How Forgotten Local Plants Could Ease Malnutrition in East Timor

The Australian owners of a restaurant in East Timor are hoping to use their passion for the local cuisine to combat malnutrition in the tiny Southeast Asian nation.

East Timor has Asia’s worst rates of child malnutrition, with more than 50 percent of children suffering from stunting – a condition that permanently affects their mental and physical development – according to the United Nations.

But this is not primarily due to a shortage of food – instead, the U.N. children’s agency UNICEF blames a lack of education and knowledge about local foods.

Development worker turned restaurateur Mark Notaras said traditional dishes like batar da’an – a kind of corn stew served at his Agora Food Studio restaurant in the capital Dili – were looked down on as “poor people’s food.”

“If you came to visit Timor, you could eat at 150 restaurants and never find it on a menu,” he told the Thomson Reuters Foundation.

Notaras and his wife, Alva Lim, launched the non-profit Timor-Leste Food Innovators Exchange (TLFIX) last year to educate people across the country about cooking with healthy and local ingredients.

They hope to persuade them to supplement diets of white rice and instant noodles – which provide cheap calories but little nutrition – with the indigenous plants that grow there.

“We encourage people to eat a wider array of foods they already have around them in order to improve their nutrition,” said Notaras.

UNICEF already trains mothers in East Timor to provide more nutritious meals, showing them how to incorporate locally grown carrots and leafy greens into the rice that children are traditionally fed.

Lim and Notaras take a more innovative approach.

“We use food storytelling and food innovation to promote better livelihoods, including through nutrition,” said Notaras.

In doing so, they are joining a worldwide movement to return to local produce as populations have shifted away from traditional diets to increasingly consume imported foods that tend to be cheaper but less nutritious.

Organizations like the Rome-based non-profit Bioversity International are trying to reverse that trend by promoting indigenous crops, such as “Mayan spinach” in Central America.

That requires governments to introduce policies that encourage local crops rather than imports, and individual behaviors may need to change too, said Ronnie Vernooy of Bioversity International.

“People may need to invest more time in going to the local market rather than just the supermarket,” he told the Thomson Reuters Foundation by Skype from the Netherlands.

But it may not be that simple.

Rice grown in East Timor can cost three times as much as the low-quality varieties imported from Vietnam, said Notaras, and changing attitudes and market dynamics could take decades.

Lim said she hoped the people of East Timor could push back against the processed food that has flooded the Philippines, where her family originates, and where “the same few bottled and packet sauces” have become ubiquitous.

“There is a lot of diversity in this region and I will be incredibly sad if it disappears,” she said.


The problem:
Copy each line of the following data that contains "Insurance".
_ _ _ _
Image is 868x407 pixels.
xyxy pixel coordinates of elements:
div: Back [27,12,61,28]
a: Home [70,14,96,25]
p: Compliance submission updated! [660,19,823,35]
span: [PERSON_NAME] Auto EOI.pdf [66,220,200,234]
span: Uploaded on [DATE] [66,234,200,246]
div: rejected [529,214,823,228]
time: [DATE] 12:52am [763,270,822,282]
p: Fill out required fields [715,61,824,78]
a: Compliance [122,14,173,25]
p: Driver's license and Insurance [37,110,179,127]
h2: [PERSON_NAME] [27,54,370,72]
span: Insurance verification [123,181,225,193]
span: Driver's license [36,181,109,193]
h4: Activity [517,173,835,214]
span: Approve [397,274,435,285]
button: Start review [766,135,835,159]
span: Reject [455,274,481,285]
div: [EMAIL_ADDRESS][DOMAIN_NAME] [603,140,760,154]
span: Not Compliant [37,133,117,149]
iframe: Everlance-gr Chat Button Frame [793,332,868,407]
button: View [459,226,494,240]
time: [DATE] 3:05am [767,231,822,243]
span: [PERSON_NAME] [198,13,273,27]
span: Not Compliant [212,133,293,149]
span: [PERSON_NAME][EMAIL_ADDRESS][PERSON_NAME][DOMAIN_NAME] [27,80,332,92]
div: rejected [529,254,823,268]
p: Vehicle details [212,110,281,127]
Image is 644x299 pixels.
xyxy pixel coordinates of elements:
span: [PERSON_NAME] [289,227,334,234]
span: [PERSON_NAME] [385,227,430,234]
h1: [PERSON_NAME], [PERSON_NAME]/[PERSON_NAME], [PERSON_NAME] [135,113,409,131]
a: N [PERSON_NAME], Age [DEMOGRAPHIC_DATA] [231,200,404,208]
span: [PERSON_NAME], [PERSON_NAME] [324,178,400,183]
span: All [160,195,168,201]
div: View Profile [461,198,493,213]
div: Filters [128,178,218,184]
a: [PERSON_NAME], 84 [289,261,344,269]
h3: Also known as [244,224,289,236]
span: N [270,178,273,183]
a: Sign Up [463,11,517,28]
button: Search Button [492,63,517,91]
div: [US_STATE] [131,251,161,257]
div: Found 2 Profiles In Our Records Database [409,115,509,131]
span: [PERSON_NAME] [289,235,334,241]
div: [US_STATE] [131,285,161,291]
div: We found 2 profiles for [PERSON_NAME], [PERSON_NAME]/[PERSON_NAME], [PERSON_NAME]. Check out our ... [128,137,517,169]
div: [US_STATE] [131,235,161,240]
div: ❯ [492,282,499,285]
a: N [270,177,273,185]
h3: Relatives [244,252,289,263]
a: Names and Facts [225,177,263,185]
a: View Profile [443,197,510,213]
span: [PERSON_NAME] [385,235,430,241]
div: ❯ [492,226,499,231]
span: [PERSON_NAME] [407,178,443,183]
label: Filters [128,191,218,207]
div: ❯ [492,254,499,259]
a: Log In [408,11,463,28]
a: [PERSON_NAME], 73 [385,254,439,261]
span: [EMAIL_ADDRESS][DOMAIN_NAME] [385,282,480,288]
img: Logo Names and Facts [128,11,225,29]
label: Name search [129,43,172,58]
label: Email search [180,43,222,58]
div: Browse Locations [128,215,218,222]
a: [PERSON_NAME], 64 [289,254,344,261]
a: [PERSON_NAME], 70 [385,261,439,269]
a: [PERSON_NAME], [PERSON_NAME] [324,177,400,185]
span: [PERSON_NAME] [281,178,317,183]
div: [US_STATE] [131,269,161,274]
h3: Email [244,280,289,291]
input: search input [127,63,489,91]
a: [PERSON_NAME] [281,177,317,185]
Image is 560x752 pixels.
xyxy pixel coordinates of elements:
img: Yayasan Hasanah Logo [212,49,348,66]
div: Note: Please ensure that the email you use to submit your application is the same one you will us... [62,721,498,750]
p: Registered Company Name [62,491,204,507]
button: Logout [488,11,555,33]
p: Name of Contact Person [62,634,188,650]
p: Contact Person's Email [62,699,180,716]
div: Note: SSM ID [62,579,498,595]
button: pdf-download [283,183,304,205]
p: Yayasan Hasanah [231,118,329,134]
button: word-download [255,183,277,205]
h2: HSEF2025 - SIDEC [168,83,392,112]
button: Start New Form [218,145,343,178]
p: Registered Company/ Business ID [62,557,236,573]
_ _ _ _
Task answer:
p: Driver's license and Insurance [37,110,179,127]
span: Insurance verification [123,181,225,193]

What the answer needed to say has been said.